The university hasn’t dived head first into the controversial courses hosted by platforms like edX and Cousera; rather, GW officials have met with members of the faculty senate, ensuring educators that no one would be required to participate in GW’s MOOCs.

“If there are faculty members who are interested, it seems to me that it’s incumbent upon a university to figure out pathways for faculty to do that,” Berman said.

And that might me the key difference in how GW has approached its foray into the MOOC market: Berman said he’s made sure to maintain close contact with professors interested in the experimental online platform, encouraging them to discuss MOOCs with their peers on campus.

“It’s always better when it comes from colleagues than administrators,” he said. “I have no interest in forcing faculty members who are not interested in online education to teach an online course.”

GW’s approach stands in stark contrast to some MOOC initiatives that have launched over the past year, including a plan to enroll more than 100,000 State University of New York (SUNY) students in MOOCs without increasing faculty.

A spokeswoman for the United University Professions (UUP) union representing 35,000 academics called MOOCs “experimental” and said faculty members were concerned that mass MOOC adoption would “dilute” education for SUNY students.

The faculty backlash against MOOCs doesn’t stop there.

Amherst College offered a firm denial to MOOC provider EdX in April.
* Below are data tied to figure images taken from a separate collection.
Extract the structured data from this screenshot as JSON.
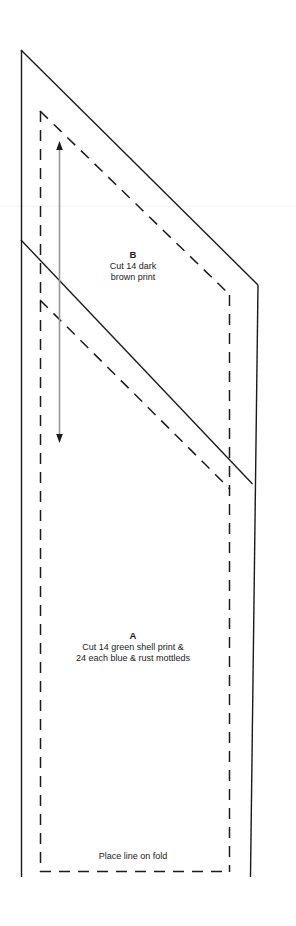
{
  "document": {
    "kind": "sewing-pattern-template",
    "background_color": "#ffffff",
    "line_color": "#1a1a1a",
    "width": 296,
    "height": 926
  },
  "pieces": [
    {
      "id": "B",
      "title": "B",
      "instruction_line_1": "Cut 14 dark",
      "instruction_line_2": "brown print"
    },
    {
      "id": "A",
      "title": "A",
      "instruction_line_1": "Cut 14 green shell print &",
      "instruction_line_2": "24 each blue & rust mottleds"
    }
  ],
  "annotations": {
    "fold_note": "Place line on fold",
    "grainline_name": "grainline-arrow"
  },
  "geometry": {
    "solid_outline": "M 21,50 L 258,285 L 250,877 M 21,50 L 21,877",
    "solid_divider": "M 21,240 L 252,484",
    "dashed_outline": "M 40,111 L 230,295 L 230,872 L 40,872 Z",
    "dashed_divider": "M 40,300 L 230,489",
    "grainline": {
      "x": 59,
      "y_top": 143,
      "y_bottom": 441
    }
  }
}
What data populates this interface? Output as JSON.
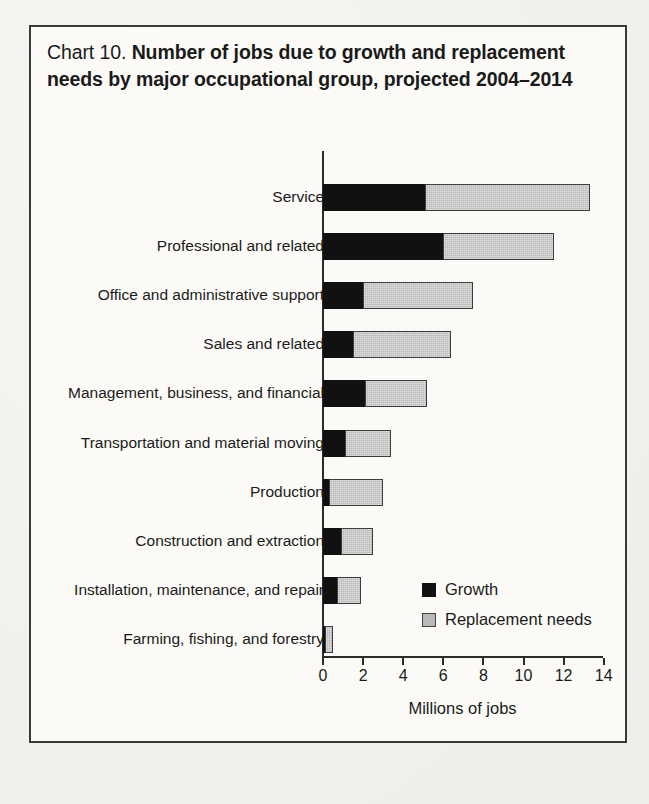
{
  "figure": {
    "label": "Chart 10.",
    "title": "Number of jobs due to growth and replacement needs by major occupational group, projected 2004–2014"
  },
  "legend": {
    "growth_label": "Growth",
    "replacement_label": "Replacement needs"
  },
  "colors": {
    "growth": "#111111",
    "replacement": "#b9b9b9",
    "axis": "#2b2b2b",
    "frame": "#3a3a3a",
    "paper": "#fbfaf6"
  },
  "chart_data": {
    "type": "bar",
    "orientation": "horizontal",
    "stacked": true,
    "title": "Chart 10. Number of jobs due to growth and replacement needs by major occupational group, projected 2004–2014",
    "xlabel": "Millions of jobs",
    "ylabel": "",
    "xlim": [
      0,
      14
    ],
    "xticks": [
      0,
      2,
      4,
      6,
      8,
      10,
      12,
      14
    ],
    "xticklabels": [
      "0",
      "2",
      "4",
      "6",
      "8",
      "10",
      "12",
      "14"
    ],
    "grid": false,
    "legend_position": "inside-lower-right",
    "categories": [
      "Service",
      "Professional and related",
      "Office and administrative support",
      "Sales and related",
      "Management, business, and financial",
      "Transportation and material moving",
      "Production",
      "Construction and extraction",
      "Installation, maintenance, and repair",
      "Farming, fishing, and forestry"
    ],
    "series": [
      {
        "name": "Growth",
        "values": [
          5.1,
          6.0,
          2.0,
          1.5,
          2.1,
          1.1,
          0.3,
          0.9,
          0.7,
          0.05
        ]
      },
      {
        "name": "Replacement needs",
        "values": [
          8.2,
          5.5,
          5.5,
          4.9,
          3.1,
          2.3,
          2.7,
          1.6,
          1.2,
          0.45
        ]
      }
    ],
    "totals": [
      13.3,
      11.5,
      7.5,
      6.4,
      5.2,
      3.4,
      3.0,
      2.5,
      1.9,
      0.5
    ]
  },
  "rows": [
    {
      "label": "Service",
      "growth": 5.1,
      "replacement": 8.2,
      "top": 157
    },
    {
      "label": "Professional and related",
      "growth": 6.0,
      "replacement": 5.5,
      "top": 206
    },
    {
      "label": "Office and administrative support",
      "growth": 2.0,
      "replacement": 5.5,
      "top": 255
    },
    {
      "label": "Sales and related",
      "growth": 1.5,
      "replacement": 4.9,
      "top": 304
    },
    {
      "label": "Management, business, and financial",
      "growth": 2.1,
      "replacement": 3.1,
      "top": 353
    },
    {
      "label": "Transportation and material moving",
      "growth": 1.1,
      "replacement": 2.3,
      "top": 403
    },
    {
      "label": "Production",
      "growth": 0.3,
      "replacement": 2.7,
      "top": 452
    },
    {
      "label": "Construction and extraction",
      "growth": 0.9,
      "replacement": 1.6,
      "top": 501
    },
    {
      "label": "Installation, maintenance, and repair",
      "growth": 0.7,
      "replacement": 1.2,
      "top": 550
    },
    {
      "label": "Farming, fishing, and forestry",
      "growth": 0.05,
      "replacement": 0.45,
      "top": 599
    }
  ]
}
Duke faculty, a few weeks later, voted down plans for the university to offer MOOC-like courses.

Philosophy faculty members at San Jose State University, where MOOCs have thrived thanks to campus officials bullish about the courses, said in an open letter that adopting MOOCs was tantamount to watering down students’ college education.

An ‘organic’ move toward MOOCs

GW educators said the university has taken a deliberate approach, preferring not to partner with a major MOOC platform like Cousera or edX — two outfits recently panned by a group of professors who warned against creeping corporate influence in online education.

Berman said the university would not sign with any of the largest MOOC platforms, though he couldn’t discuss GW’s MOOC platform until memorandums of understanding were signed.

GW professors said they’ve appreciated the university’s cautious move toward MOOCs, even as many faculty members have expressed interest in heading up massive courses.

“In general, there’s an effort to move more organically and be a little skeptical of MOOCs,” said Margaret Soltan, a GW English professor who taught a poetry MOOC last year hosted by the platform Udemy. “It’s always good to be skeptical of all the rage.”

(Next page: No MOOCs for credit?)

Soltan said she doesn’t see MOOCs as a panacea for higher education, and didn’t hedge when asked about the potential threat posed by online classes that can be taken by tens of thousands of students using a series of lectures recorded one time.

“A lot of professors consider MOOCs threatening to their livelihood, and they have every reason to be nervous,” Soltan said, adding that campuses in dire fiscal straights could very well turn to MOOCs as a cost-saving measure. “I can see a university with financial troubles cynically deciding to go with MOOCs. … I think [faculty] should feel threatened in some circumstances.”

No MOOCs for credit

Opposition to MOOCs varies from campus to campus, and while four in 10 higher education survey respondents said their schools would adopt some sort of MOOC over the next few years, most said the courses didn’t pose an immediate threat to in-person classes.

Two-thirds of respondents to an Enterasys survey said MOOCs will “never replace traditional, residential classes,” with 5 percent saying MOOCs would, in fact, replace traditional higher education within five years.

GW’s approach to MOOCs, unlike many colleges and universities, have not involved a side discussion about the massive courses offered for credit at some unspecified date. Berman said it would remain that way.

“There is no plan to offer MOOCs for credit,” he said. “We don’t see it as a way of replacing our in person program or something that would be credit bearing. There’s absolutely no move toward using these courses to generate revenue, nor will there be.”